Evelyn Hannon: Aging Disgracefully

Jan
21
2014

Why I Celebrate Chinese New Year

It started with egg rolls when I was a kid

lotus in pink dress

I am a Jewish woman living in Canada, and I am Caucasian. So, why in the world do I celebrate Chinese New Year?

Well, the simple answer isI love all things Chinese. This affection didn't develop overnight, nor did it develop lightly. My love grew from small likes to happy memories to intense experiences and gradually blossomed into full-bodied, full-blown LOVE.

To begin, when I was a kid in Montreal, Lee's Garden on Park Avenue served the Canadian Chinese food my family and I ate on special treat nights. I actually grew up believing that all kids in China snacked daily on garlic spare ribs and countless egg rolls dipped in sweet plum sauce. Oh, how I envied them and their supposed diet. I loved that food.

During high school, my friends and I popped into that same restaurant walking home after school. Twenty-five cents bought us a Chow Mein Sandwicha hamburger bun filled with steamed bean sprouts covered in a mysterious pale brown sauce. Lee's was our teenage hangout with lots of young love and flirting going on. I remember eating that snack as slowly as possible so we could stay as long as possible. Such sweet memories!

My interest in Chinese culture blossomed much later, in my thirties. This time, it wasn't associated with plum sauce or young love. It was Traditional Chinese Medicine (TCM) that intrigued me. Acupuncture, Qi Gong, massage, the use of herbsthese were medical practices thousands of years old, and in Canada, doctors were not yet embracing these ideas. But I read everything I could get my hands on. In 1989, I applied for a research grant to go to China to study the ways in which Chinese women were treating patients with TCM. It was a lark. I never expected anything to come of it. However, I did hope.

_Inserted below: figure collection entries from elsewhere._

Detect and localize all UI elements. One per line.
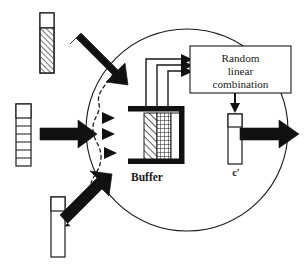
random-linear-combination-line3: combination: [213, 78, 269, 90]
buffer-bracket-top: [128, 106, 184, 112]
input-vector-top-cell-head: [40, 13, 54, 28]
buffer-column-plain: [171, 113, 180, 161]
buffer-bracket-bottom: [128, 159, 184, 165]
buffer-column-hatched: [144, 113, 157, 161]
input-vector-top-cell-body: [41, 28, 54, 72]
figure-canvas: Buffer Random linear combination c: [0, 0, 305, 271]
output-vector-cell-head: [228, 114, 242, 127]
output-vector-label: c′: [232, 167, 240, 178]
buffer-column-grid: [157, 113, 171, 161]
random-linear-combination-box: Random linear combination: [190, 46, 291, 93]
buffer-bracket-right: [179, 106, 185, 164]
buffer-label: Buffer: [131, 171, 163, 183]
input-vector-bottom: [51, 197, 65, 257]
random-linear-combination-line2: linear: [228, 65, 254, 77]
input-vector-middle: [16, 104, 31, 166]
random-linear-combination-line1: Random: [222, 52, 260, 64]
input-vector-bottom-cell-head: [51, 197, 65, 211]
figure-root: Buffer Random linear combination c: [0, 0, 305, 271]
input-vector-top: [40, 13, 54, 73]
input-vector-middle-cell-head: [16, 104, 31, 118]
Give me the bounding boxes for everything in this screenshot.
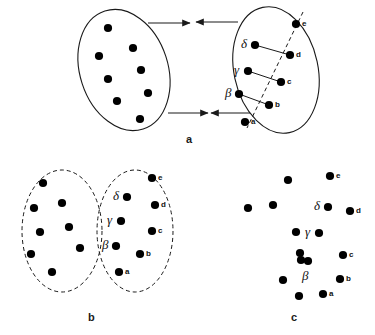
dot-b-b [136, 250, 144, 258]
dot-a-e [292, 20, 300, 28]
point-label-c-δ: δ [314, 199, 320, 212]
dot-b-1 [58, 199, 66, 207]
point-label-a-γ: γ [234, 63, 239, 76]
diagram-canvas [0, 0, 375, 335]
point-label-c-c: c [349, 251, 353, 259]
dot-a-0 [104, 24, 112, 32]
point-label-a-c: c [287, 78, 291, 86]
point-label-b-b: b [146, 250, 151, 258]
dot-a-5 [144, 89, 152, 97]
point-label-b-d: d [161, 201, 166, 209]
dot-c-a [319, 290, 327, 298]
panel-caption-c: c [291, 311, 297, 323]
dot-a-4 [104, 75, 112, 83]
ellipse-left-ellipse [22, 170, 102, 292]
dot-b-5 [76, 244, 84, 252]
dot-c-c [339, 251, 347, 259]
dot-a-c [277, 78, 285, 86]
connector-line-1 [248, 71, 281, 82]
dot-c-6 [292, 228, 300, 236]
dashed-axis-line [247, 12, 303, 128]
dot-c-2 [244, 204, 252, 212]
dot-a-d [286, 51, 294, 59]
dot-b-γ [117, 217, 125, 225]
dot-a-δ [251, 41, 259, 49]
dot-b-a [115, 268, 123, 276]
point-label-a-δ: δ [241, 37, 247, 50]
dot-c-b [336, 275, 344, 283]
dot-a-a [241, 118, 249, 126]
dot-b-6 [27, 250, 35, 258]
point-label-b-a: a [125, 268, 129, 276]
point-label-a-d: d [296, 51, 301, 59]
point-label-c-b: b [346, 275, 351, 283]
point-label-a-β: β [225, 86, 231, 99]
point-label-c-β: β [302, 269, 308, 282]
dot-c-8 [296, 249, 304, 257]
dot-c-δ [324, 203, 332, 211]
dot-c-10 [304, 257, 312, 265]
point-label-c-a: a [329, 290, 333, 298]
dot-b-d [151, 201, 159, 209]
dot-c-11 [279, 276, 287, 284]
dot-c-γ [315, 229, 323, 237]
dot-b-7 [48, 268, 56, 276]
dot-b-0 [39, 179, 47, 187]
dot-a-b [265, 101, 273, 109]
panel-caption-a: a [186, 133, 192, 145]
dot-c-e [326, 172, 334, 180]
dot-c-13 [295, 292, 303, 300]
dot-b-c [148, 227, 156, 235]
dot-a-1 [129, 44, 137, 52]
point-label-c-γ: γ [305, 225, 310, 238]
panel-a [63, 0, 330, 143]
dot-c-0 [284, 176, 292, 184]
point-label-c-e: e [336, 172, 340, 180]
panel-c [244, 172, 354, 300]
figure-container: aeδdγcβbabeδdγcβbaceδdγcbaβ [0, 0, 375, 335]
dot-c-d [346, 207, 354, 215]
dot-b-e [148, 174, 156, 182]
dot-b-2 [30, 204, 38, 212]
dot-c-3 [269, 201, 277, 209]
point-label-b-β: β [102, 238, 108, 251]
point-label-b-δ: δ [113, 189, 119, 202]
ellipse-left-ellipse [63, 0, 185, 143]
dot-a-6 [113, 97, 121, 105]
dot-a-7 [136, 115, 144, 123]
point-label-a-b: b [275, 101, 280, 109]
dot-b-3 [65, 223, 73, 231]
dot-b-β [112, 242, 120, 250]
point-label-b-γ: γ [107, 213, 112, 226]
point-label-b-e: e [158, 174, 162, 182]
dot-a-γ [244, 67, 252, 75]
dot-b-4 [36, 228, 44, 236]
panel-caption-b: b [88, 311, 95, 323]
dot-a-3 [137, 66, 145, 74]
dot-c-fused-partner [297, 256, 305, 264]
dot-a-β [235, 90, 243, 98]
point-label-c-d: d [356, 207, 361, 215]
point-label-a-a: a [251, 118, 255, 126]
dot-b-δ [123, 193, 131, 201]
point-label-b-c: c [158, 227, 162, 235]
point-label-a-e: e [302, 20, 306, 28]
dot-a-2 [95, 52, 103, 60]
panel-b [22, 170, 173, 292]
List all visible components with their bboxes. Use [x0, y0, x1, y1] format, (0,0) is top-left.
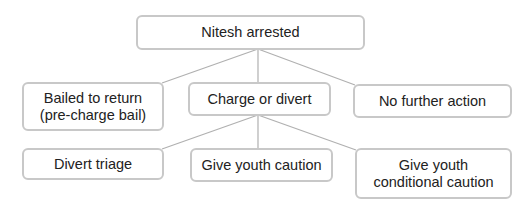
node-give-youth-caution: Give youth caution	[190, 148, 333, 182]
node-label: Bailed to return (pre-charge bail)	[33, 90, 153, 124]
node-label: Divert triage	[54, 156, 132, 173]
node-label: Give youth conditional caution	[364, 157, 504, 191]
node-label: Charge or divert	[208, 91, 312, 108]
node-divert-triage: Divert triage	[22, 148, 164, 180]
edge-root-nfa	[258, 49, 355, 85]
node-label: Nitesh arrested	[201, 24, 299, 41]
node-bailed-to-return: Bailed to return (pre-charge bail)	[22, 82, 164, 131]
edge-root-bailed	[162, 49, 258, 83]
edge-charge-triage	[162, 115, 258, 149]
edge-charge-conditional	[258, 115, 356, 150]
node-label: Give youth caution	[201, 157, 321, 174]
node-no-further-action: No further action	[353, 84, 512, 118]
node-label: No further action	[379, 93, 486, 110]
node-charge-or-divert: Charge or divert	[188, 82, 331, 116]
node-nitesh-arrested: Nitesh arrested	[136, 15, 365, 50]
node-give-youth-conditional-caution: Give youth conditional caution	[355, 148, 512, 199]
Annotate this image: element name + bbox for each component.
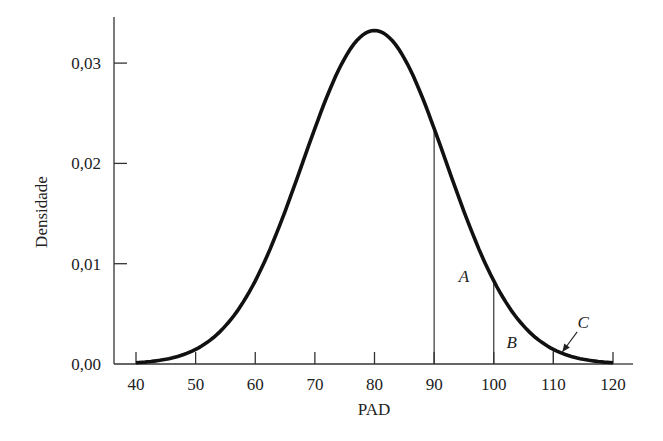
x-ticks: 405060708090100110120 — [128, 352, 626, 394]
x-axis-title: PAD — [358, 400, 390, 419]
density-curve — [136, 31, 613, 363]
y-tick-label: 0,02 — [71, 154, 101, 173]
x-tick-label: 90 — [426, 375, 443, 394]
x-tick-label: 100 — [481, 375, 507, 394]
y-tick-label: 0,00 — [71, 355, 101, 374]
annotation-a: A — [458, 267, 470, 286]
annotation-c: C — [578, 313, 590, 332]
y-tick-label: 0,01 — [71, 255, 101, 274]
x-tick-label: 80 — [366, 375, 383, 394]
region-boundaries — [434, 128, 553, 364]
arrowhead-icon — [562, 343, 570, 352]
y-axis-title: Densidade — [32, 176, 51, 248]
annotation-b: B — [506, 333, 517, 352]
annotations: ABC — [458, 267, 590, 352]
x-tick-label: 60 — [247, 375, 264, 394]
x-tick-label: 70 — [306, 375, 323, 394]
y-ticks: 0,000,010,020,03 — [71, 54, 127, 374]
x-tick-label: 50 — [187, 375, 204, 394]
x-tick-label: 110 — [541, 375, 566, 394]
x-tick-label: 120 — [600, 375, 626, 394]
y-tick-label: 0,03 — [71, 54, 101, 73]
x-tick-label: 40 — [128, 375, 145, 394]
density-chart: 0,000,010,020,03 405060708090100110120 A… — [0, 0, 663, 441]
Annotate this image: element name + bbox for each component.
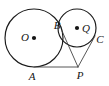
center-dot-q <box>75 26 79 30</box>
center-dot-o <box>32 36 36 40</box>
label-o: O <box>21 31 29 43</box>
geometry-figure: O B Q C A P <box>0 0 109 86</box>
label-q: Q <box>82 22 90 34</box>
segment-c-p <box>78 36 95 67</box>
label-b: B <box>54 19 61 31</box>
label-p: P <box>76 69 84 81</box>
label-a: A <box>28 70 36 82</box>
label-c: C <box>96 33 104 45</box>
figure-canvas: O B Q C A P <box>0 0 109 86</box>
segment-b-p <box>62 31 78 67</box>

Oh my goodness! Imagine my surprise when I received a note on government letterhead awarding me $17,000 to go to Beijing and investigate my interest. That money took me to Asia for a monthmy first time in Beijing, a city of what seemed like a gazillion people on bicycles. I was considered a "visiting dignitary," and assigned a limo driver and translator who accompanied me everywhere I needed to go. There were also two local mentors tasked with watching over me during my visit. The first, a wonderful woman who was the Head of Beijing's School for Traditional Chinese Medicine, and the second, her mother (in her eighties) who was the Honorary Chair of the Chinese Red Cross. I remember sitting on a couch in the elder woman's tiny apartment, holding her hand, and (via my interpreter) telling her that even though we couldn't speak directly, I could feel her words in my heart. Sappy, perhaps, but I had fallen totally "in like" with the people, their kindness, and their wonderful sense of humour. And even though I didn't understand the words, I loved the sounds and the rhythm of the Chinese language. By the time I headed home, I was really hooked.

Fast forward to 2001. My younger daughter lets me in on a very big secret. She is adopting a baby girl from China. And would I travel to China with her to receive the newest member of our family? Of course I answered with a resounding, YES. Two months later, in a hotel room in Xi'An, we sat on chairs facing twelve orphanage nannies holding twelve crying baby girls.

My daughter's name was called. She walked to the center of the room. Lotus, Xiao Ai her given daughter was placed in her arms. After three years of waiting, a dream fulfilled and one more very delicious family member for me to love.

Seven years later, Lotus and I skyped with her mom and dad who are in China, this time to receive Bexie, Fu Li the second little member of the Chinese contingent in our family.

You can imagine the excitement when the plane from China touched down in Toronto and the whole family got to meet this new, sweet little Chinese darling face to face.

And so now, in our mixed Jewish, Christian, and Chinese family, we get to celebrate all the major holidays. In November it was potato latkes for Chanukah, in December, Christmas dinner, and today, we are looking forward to Chinese New Year at the end of January. There will be a wonderful dim sum meal in Chinatown, cheering when the menacing dancing dragon comes into the restaurant and, of course, I'll be joining all the other parents and grandparents of Chinese children handing out the traditional gifts of money tucked into Chinese red envelopes. Gung Hai Fat ChoyHappy Year of the Horse everybody!